Another week, another jaw-dropping comment from Ben Carson. In an interview with CNN’s Wolf Blitzer on Thursday, the Republican presidential candidate (who is catching up to front-runner Donald Trump in the polls) suggested that gun control was partly to blame for the Holocaust.
“I think the likelihood of Hitler being able to accomplish his goals would have been greatly diminished if the people had been armed,” the celebrated neurosurgeon told Blitzer. “I’m telling you that there is a reason that these dictatorial people take the guns first.”
Carson’s angle on the Holocaust — as something that European Jews could have averted simply by owning more personal firearms — is (sadly) not an innovative one. The Nazi gun-control theory is a longstanding trope of the pro-gun right, which holds that Hitler cemented his grip on power by using gun-control policies to disarm the German public, especially Jews. Carson’s counterfactual history in which better-armed German Jews somehow prevented the ascendance of the Nazi party is nothing new. It is, however, deeply insulting to the many Jews and non-Jews who did in fact fight and die resisting the Nazis with arms. Also, it has been repeatedly debunked.
In fairness to Carson, the media and the public have come to expect a steady stream of outrageous statements by now — most recently, he implicitly blamed the victims of last week’s mass shooting at Umpqua Community College in Oregon, for not trying to physically confront their attacker; before that, he contended that Muslims were not qualified to be presidents, Supreme Court justices, or patriotic citizens of the United States.
But hey, that sort of thing is just what a man (or Carly Fiorina) has to do to win a Republican primary these days. So don’t blame the guy: He’s just doing his job.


For every line in the data below, check for the word "caption", then state how many lines have it. Answer with the number only.
::::::::::
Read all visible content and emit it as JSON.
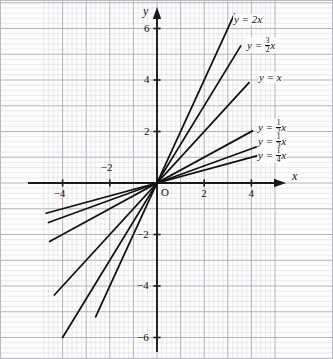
{
  "chart_data": {
    "type": "line",
    "title": "",
    "xlabel": "x",
    "ylabel": "y",
    "xlim": [
      -4.9,
      5.1
    ],
    "ylim": [
      -7.1,
      7.0
    ],
    "grid": true,
    "grid_minor_step": 0.2,
    "grid_major_step": 1,
    "legend": "inline-labels",
    "origin_label": "O",
    "x_ticks": [
      -4,
      -2,
      2,
      4
    ],
    "x_tick_labels": [
      "-4",
      "-2",
      "2",
      "4"
    ],
    "y_ticks": [
      -6,
      -4,
      -2,
      2,
      4,
      6
    ],
    "y_tick_labels": [
      "-6",
      "-4",
      "-2",
      "2",
      "4",
      "6"
    ],
    "series": [
      {
        "name": "y = 2x",
        "slope": 2,
        "label_parts": {
          "lhs": "y",
          "eq": "=",
          "coef_int": "2",
          "coef_num": "",
          "coef_den": "",
          "var": "x"
        },
        "x_start": -2.6,
        "x_end": 3.28
      },
      {
        "name": "y = 3/2 x",
        "slope": 1.5,
        "label_parts": {
          "lhs": "y",
          "eq": "=",
          "coef_int": "",
          "coef_num": "3",
          "coef_den": "2",
          "var": "x"
        },
        "x_start": -4.0,
        "x_end": 3.55
      },
      {
        "name": "y = x",
        "slope": 1,
        "label_parts": {
          "lhs": "y",
          "eq": "=",
          "coef_int": "",
          "coef_num": "",
          "coef_den": "",
          "var": "x"
        },
        "x_start": -4.35,
        "x_end": 3.9
      },
      {
        "name": "y = 1/2 x",
        "slope": 0.5,
        "label_parts": {
          "lhs": "y",
          "eq": "=",
          "coef_int": "",
          "coef_num": "1",
          "coef_den": "2",
          "var": "x"
        },
        "x_start": -4.55,
        "x_end": 4.05
      },
      {
        "name": "y = 1/3 x",
        "slope": 0.3333,
        "label_parts": {
          "lhs": "y",
          "eq": "=",
          "coef_int": "",
          "coef_num": "1",
          "coef_den": "3",
          "var": "x"
        },
        "x_start": -4.6,
        "x_end": 4.2
      },
      {
        "name": "y = 1/4 x",
        "slope": 0.25,
        "label_parts": {
          "lhs": "y",
          "eq": "=",
          "coef_int": "",
          "coef_num": "1",
          "coef_den": "4",
          "var": "x"
        },
        "x_start": -4.7,
        "x_end": 4.3
      }
    ],
    "colors": {
      "line": "#111111",
      "axis": "#1a1a1a",
      "grid_minor": "#d8d8de",
      "grid_major": "#a9a9b4",
      "background": "#fdfdfd",
      "border": "#b9b9c2"
    }
  },
  "labels": {
    "x_axis": "x",
    "y_axis": "y",
    "origin": "O"
  }
}
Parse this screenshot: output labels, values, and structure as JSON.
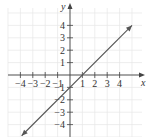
{
  "chart_data": {
    "type": "line",
    "title": "",
    "xlabel": "x",
    "ylabel": "y",
    "xlim": [
      -5,
      5
    ],
    "ylim": [
      -5,
      5
    ],
    "grid": true,
    "x_ticks": [
      -4,
      -3,
      -2,
      -1,
      1,
      2,
      3,
      4
    ],
    "y_ticks": [
      4,
      3,
      2,
      1,
      -1,
      -2,
      -3,
      -4
    ],
    "x_tick_labels": [
      "−4",
      "−3",
      "−2",
      "−1",
      "1",
      "2",
      "3",
      "4"
    ],
    "y_tick_labels": [
      "4",
      "3",
      "2",
      "1",
      "−1",
      "−2",
      "−3",
      "−4"
    ],
    "series": [
      {
        "name": "y = x - 1",
        "x": [
          -4,
          -3,
          -2,
          -1,
          0,
          1,
          2,
          3,
          4,
          5
        ],
        "values": [
          -5,
          -4,
          -3,
          -2,
          -1,
          0,
          1,
          2,
          3,
          4
        ],
        "arrows": "both",
        "color": "#555555"
      }
    ]
  },
  "labels": {
    "x": "x",
    "y": "y"
  }
}
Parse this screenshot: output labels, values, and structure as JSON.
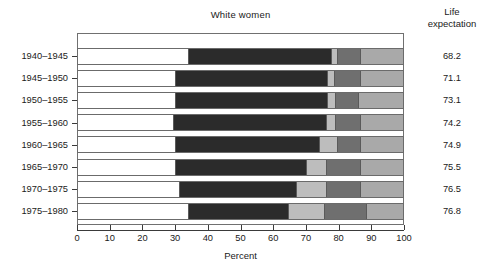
{
  "chart_data": {
    "type": "bar",
    "subtype": "stacked-horizontal-100pct",
    "title": "White women",
    "xlabel": "Percent",
    "ylabel": "",
    "xlim": [
      0,
      100
    ],
    "xticks": [
      0,
      10,
      20,
      30,
      40,
      50,
      60,
      70,
      80,
      90,
      100
    ],
    "xticklabels": [
      "0",
      "10",
      "20",
      "30",
      "40",
      "50",
      "60",
      "70",
      "80",
      "90",
      "100"
    ],
    "grid": false,
    "legend": "none",
    "categories": [
      "1940–1945",
      "1945–1950",
      "1950–1955",
      "1955–1960",
      "1960–1965",
      "1965–1970",
      "1970–1975",
      "1975–1980"
    ],
    "series": [
      {
        "name": "segment-1",
        "color": "#ffffff",
        "values": [
          34.0,
          30.0,
          30.0,
          29.5,
          30.0,
          30.0,
          31.5,
          34.0
        ]
      },
      {
        "name": "segment-2",
        "color": "#2b2b2b",
        "values": [
          44.0,
          47.0,
          47.0,
          47.0,
          44.5,
          40.5,
          36.0,
          31.0
        ]
      },
      {
        "name": "segment-3",
        "color": "#bdbdbd",
        "values": [
          2.0,
          2.0,
          2.5,
          3.0,
          5.5,
          6.0,
          9.0,
          11.0
        ]
      },
      {
        "name": "segment-4",
        "color": "#6f6f6f",
        "values": [
          7.0,
          8.0,
          7.0,
          7.5,
          7.0,
          10.5,
          10.5,
          13.0
        ]
      },
      {
        "name": "segment-5",
        "color": "#a9a9a9",
        "values": [
          13.0,
          13.0,
          13.5,
          13.0,
          13.0,
          13.0,
          13.0,
          11.0
        ]
      }
    ],
    "cumulative_boundaries": [
      [
        34.0,
        78.0,
        80.0,
        87.0,
        100.0
      ],
      [
        30.0,
        77.0,
        79.0,
        87.0,
        100.0
      ],
      [
        30.0,
        77.0,
        79.5,
        86.5,
        100.0
      ],
      [
        29.5,
        76.5,
        79.5,
        87.0,
        100.0
      ],
      [
        30.0,
        74.5,
        80.0,
        87.0,
        100.0
      ],
      [
        30.0,
        70.5,
        76.5,
        87.0,
        100.0
      ],
      [
        31.5,
        67.5,
        76.5,
        87.0,
        100.0
      ],
      [
        34.0,
        65.0,
        76.0,
        89.0,
        100.0
      ]
    ],
    "annotation_column": {
      "header_line1": "Life",
      "header_line2": "expectation",
      "values": [
        "68.2",
        "71.1",
        "73.1",
        "74.2",
        "74.9",
        "75.5",
        "76.5",
        "76.8"
      ]
    }
  },
  "colors": {
    "segment_1": "#ffffff",
    "segment_2": "#2b2b2b",
    "segment_3": "#bdbdbd",
    "segment_4": "#6f6f6f",
    "segment_5": "#a9a9a9",
    "axis": "#3a3a3a",
    "frame": "#707070",
    "text": "#1a1a1a",
    "background": "#ffffff"
  }
}
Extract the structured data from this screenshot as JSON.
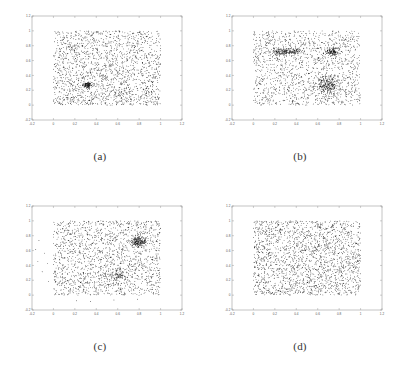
{
  "figure": {
    "background_color": "#ffffff",
    "point_color": "#1a1a1a",
    "axis_color": "#888888",
    "tick_label_color": "#555555"
  },
  "panels": [
    {
      "id": "a",
      "caption": "(a)",
      "chart_data": {
        "type": "scatter",
        "title": "",
        "xlabel": "",
        "ylabel": "",
        "xlim": [
          -0.2,
          1.2
        ],
        "ylim": [
          -0.2,
          1.2
        ],
        "xticks": [
          "-0.2",
          "0",
          "0.2",
          "0.4",
          "0.6",
          "0.8",
          "1",
          "1.2"
        ],
        "yticks": [
          "-0.2",
          "0",
          "0.2",
          "0.4",
          "0.6",
          "0.8",
          "1",
          "1.2"
        ],
        "grid": false,
        "legend": "none",
        "n_points": 2000,
        "description": "Uniform random points over the unit square with one dense circular cluster",
        "background_points": 1850,
        "background_region": [
          0.0,
          1.0,
          0.0,
          1.0
        ],
        "clusters": [
          {
            "cx": 0.32,
            "cy": 0.27,
            "sx": 0.022,
            "sy": 0.018,
            "n": 150
          }
        ],
        "outliers": []
      }
    },
    {
      "id": "b",
      "caption": "(b)",
      "chart_data": {
        "type": "scatter",
        "title": "",
        "xlabel": "",
        "ylabel": "",
        "xlim": [
          -0.2,
          1.2
        ],
        "ylim": [
          -0.2,
          1.2
        ],
        "xticks": [
          "-0.2",
          "0",
          "0.2",
          "0.4",
          "0.6",
          "0.8",
          "1",
          "1.2"
        ],
        "yticks": [
          "-0.2",
          "0",
          "0.2",
          "0.4",
          "0.6",
          "0.8",
          "1",
          "1.2"
        ],
        "grid": false,
        "legend": "none",
        "n_points": 2000,
        "description": "Uniform random points over the unit square with three dense clusters",
        "background_points": 1450,
        "background_region": [
          0.0,
          1.0,
          0.0,
          1.0
        ],
        "clusters": [
          {
            "cx": 0.3,
            "cy": 0.72,
            "sx": 0.075,
            "sy": 0.022,
            "n": 230
          },
          {
            "cx": 0.735,
            "cy": 0.725,
            "sx": 0.035,
            "sy": 0.03,
            "n": 150
          },
          {
            "cx": 0.695,
            "cy": 0.275,
            "sx": 0.06,
            "sy": 0.055,
            "n": 260
          }
        ],
        "outliers": []
      }
    },
    {
      "id": "c",
      "caption": "(c)",
      "chart_data": {
        "type": "scatter",
        "title": "",
        "xlabel": "",
        "ylabel": "",
        "xlim": [
          -0.2,
          1.2
        ],
        "ylim": [
          -0.2,
          1.2
        ],
        "xticks": [
          "-0.2",
          "0",
          "0.2",
          "0.4",
          "0.6",
          "0.8",
          "1",
          "1.2"
        ],
        "yticks": [
          "-0.2",
          "0",
          "0.2",
          "0.4",
          "0.6",
          "0.8",
          "1",
          "1.2"
        ],
        "grid": false,
        "legend": "none",
        "n_points": 2000,
        "description": "Uniform random points with a dense upper-right cluster, a moderate lower-right cluster, and a few sparse outliers left of and below the unit square",
        "background_points": 1650,
        "background_region": [
          0.0,
          1.0,
          0.0,
          1.0
        ],
        "clusters": [
          {
            "cx": 0.8,
            "cy": 0.715,
            "sx": 0.042,
            "sy": 0.035,
            "n": 200
          },
          {
            "cx": 0.615,
            "cy": 0.255,
            "sx": 0.055,
            "sy": 0.06,
            "n": 130
          }
        ],
        "outliers": [
          {
            "x": -0.135,
            "y": 0.735
          },
          {
            "x": -0.165,
            "y": 0.615
          },
          {
            "x": -0.085,
            "y": 0.565
          },
          {
            "x": -0.145,
            "y": 0.455
          },
          {
            "x": -0.055,
            "y": 0.425
          },
          {
            "x": -0.105,
            "y": 0.315
          },
          {
            "x": -0.045,
            "y": 0.185
          },
          {
            "x": 0.215,
            "y": -0.075
          },
          {
            "x": 0.345,
            "y": -0.085
          },
          {
            "x": 0.565,
            "y": -0.065
          },
          {
            "x": 0.785,
            "y": -0.055
          }
        ]
      }
    },
    {
      "id": "d",
      "caption": "(d)",
      "chart_data": {
        "type": "scatter",
        "title": "",
        "xlabel": "",
        "ylabel": "",
        "xlim": [
          -0.2,
          1.2
        ],
        "ylim": [
          -0.2,
          1.2
        ],
        "xticks": [
          "-0.2",
          "0",
          "0.2",
          "0.4",
          "0.6",
          "0.8",
          "1",
          "1.2"
        ],
        "yticks": [
          "-0.2",
          "0",
          "0.2",
          "0.4",
          "0.6",
          "0.8",
          "1",
          "1.2"
        ],
        "grid": false,
        "legend": "none",
        "n_points": 2000,
        "description": "Uniform random points over the unit square with no distinct clusters",
        "background_points": 2000,
        "background_region": [
          0.0,
          1.0,
          0.0,
          1.0
        ],
        "clusters": [],
        "outliers": []
      }
    }
  ]
}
::::::::::
→ **Expected answer**
4